Work required: Type out all the records word for word. Any pictures are to be left out.

Collected data
──────

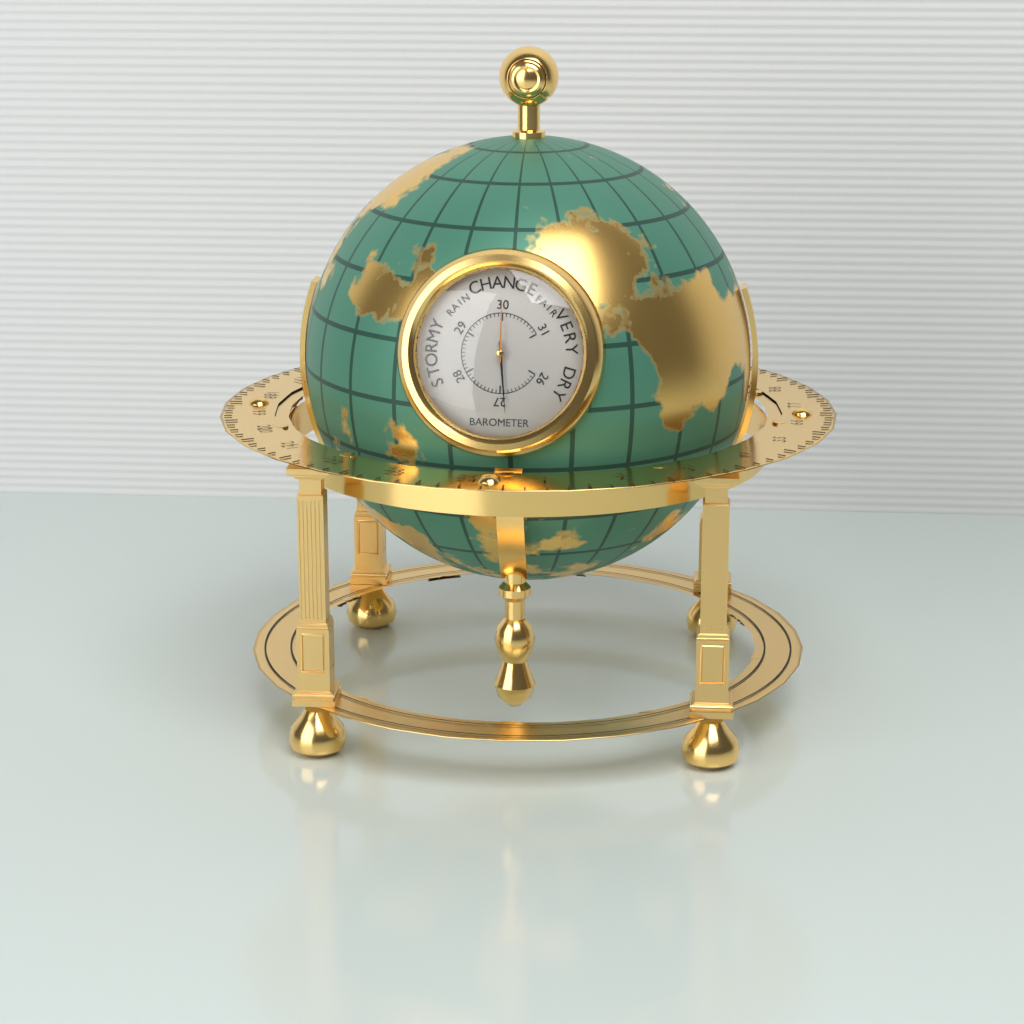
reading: 26.9 inHg
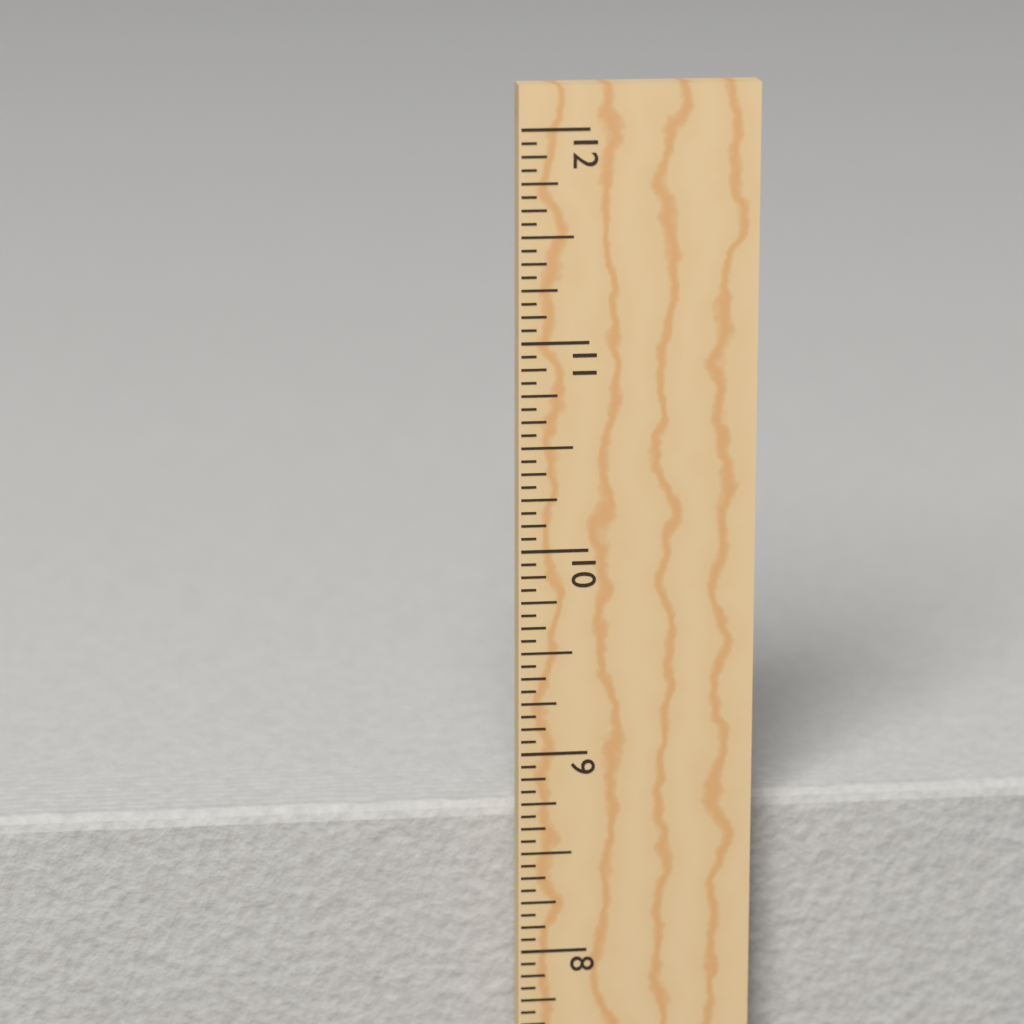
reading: 8.6875 in
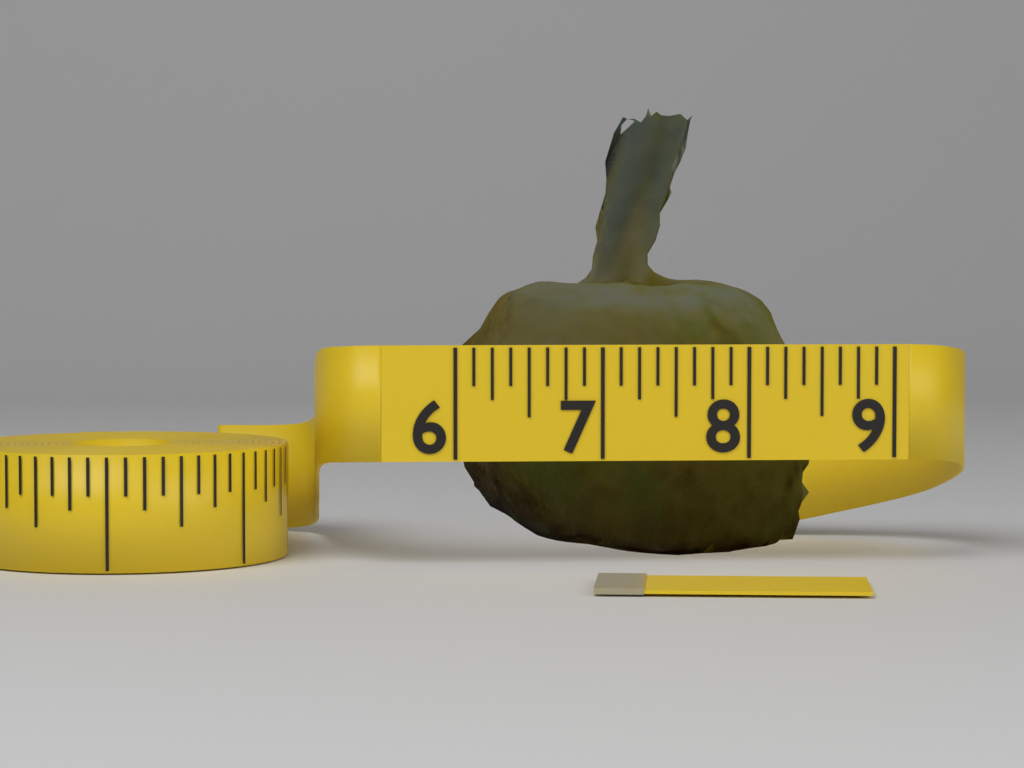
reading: 8.625 (no unit)
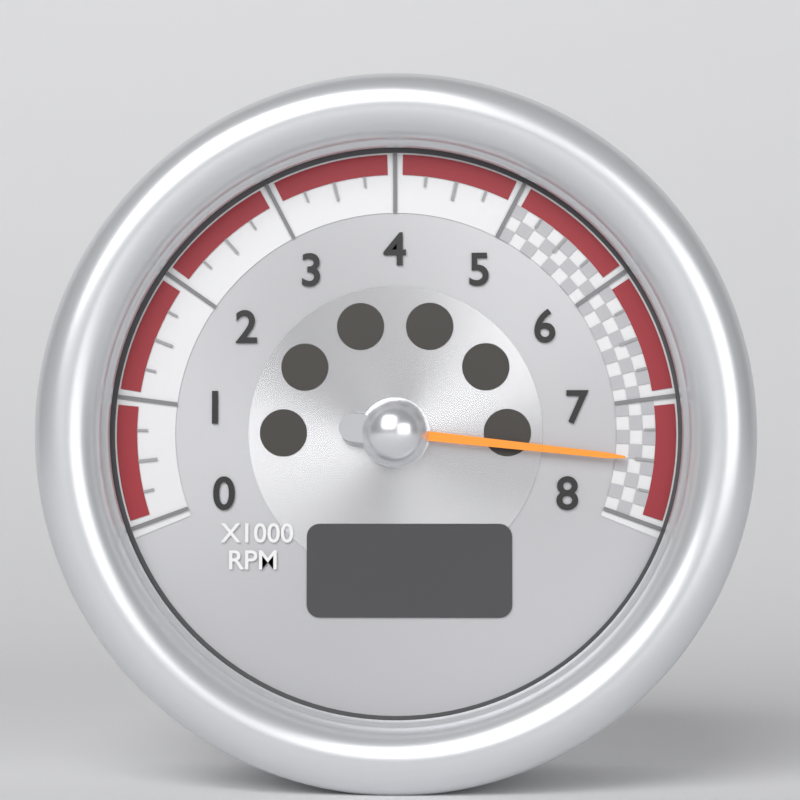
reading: 7.50 x1000 RPM
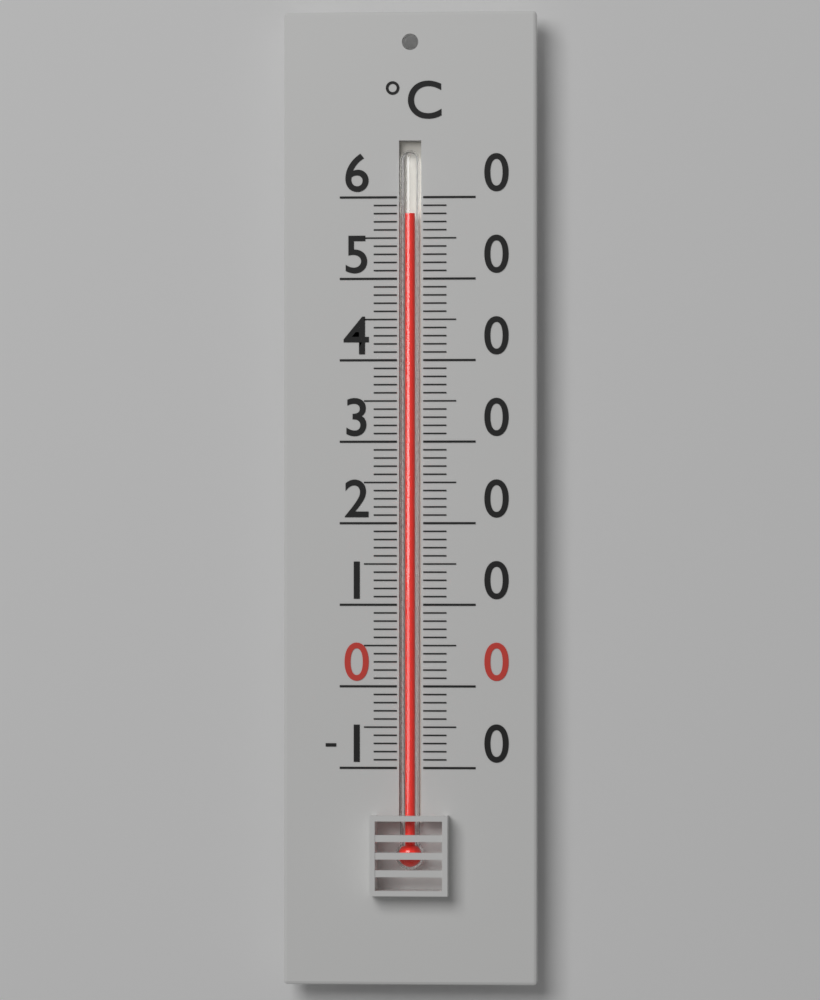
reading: 58 °C
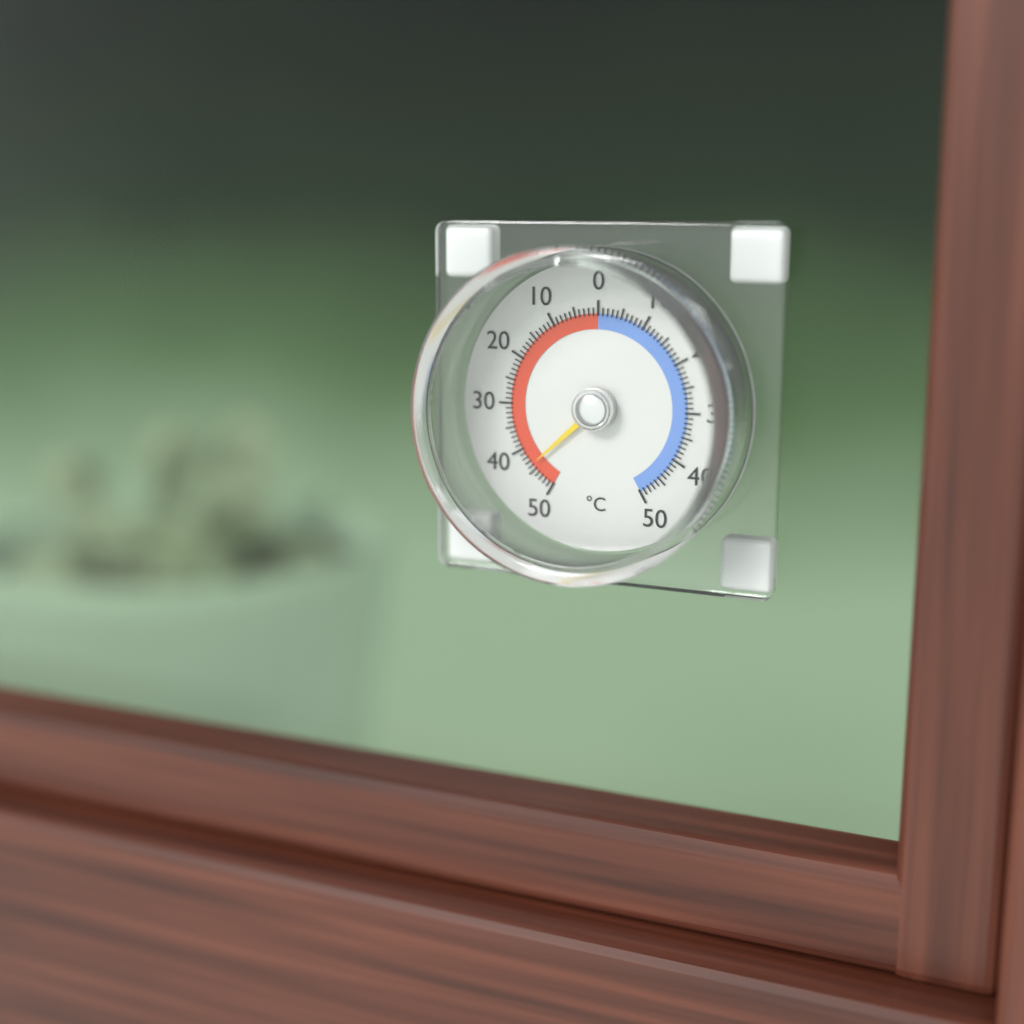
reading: 44 °C
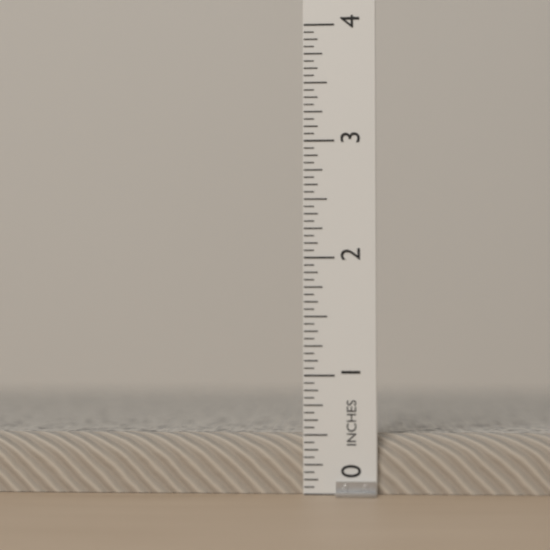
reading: 0.5000 in
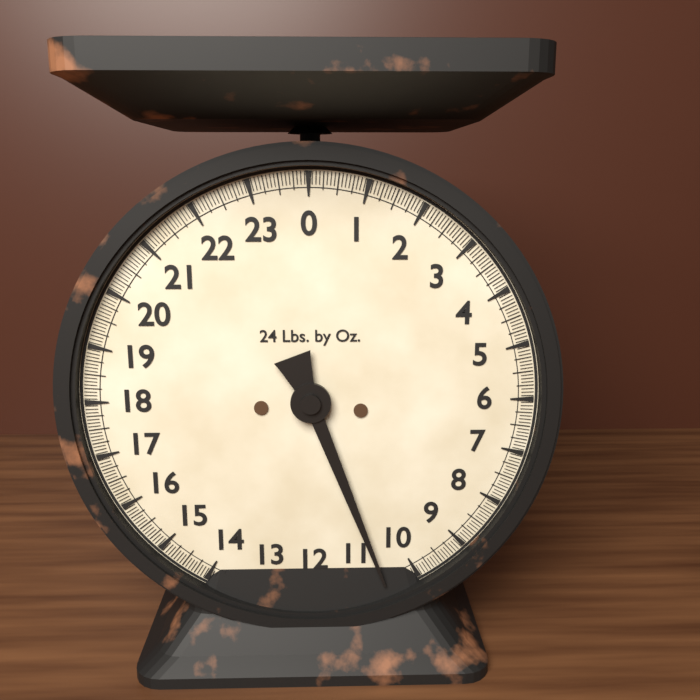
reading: 10.6250 lb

──────

Your response:
reading: 26.9 inHg
reading: 8.6875 in
reading: 8.625 (no unit)
reading: 7.50 x1000 RPM
reading: 58 °C
reading: 44 °C
reading: 0.5000 in
reading: 10.6250 lb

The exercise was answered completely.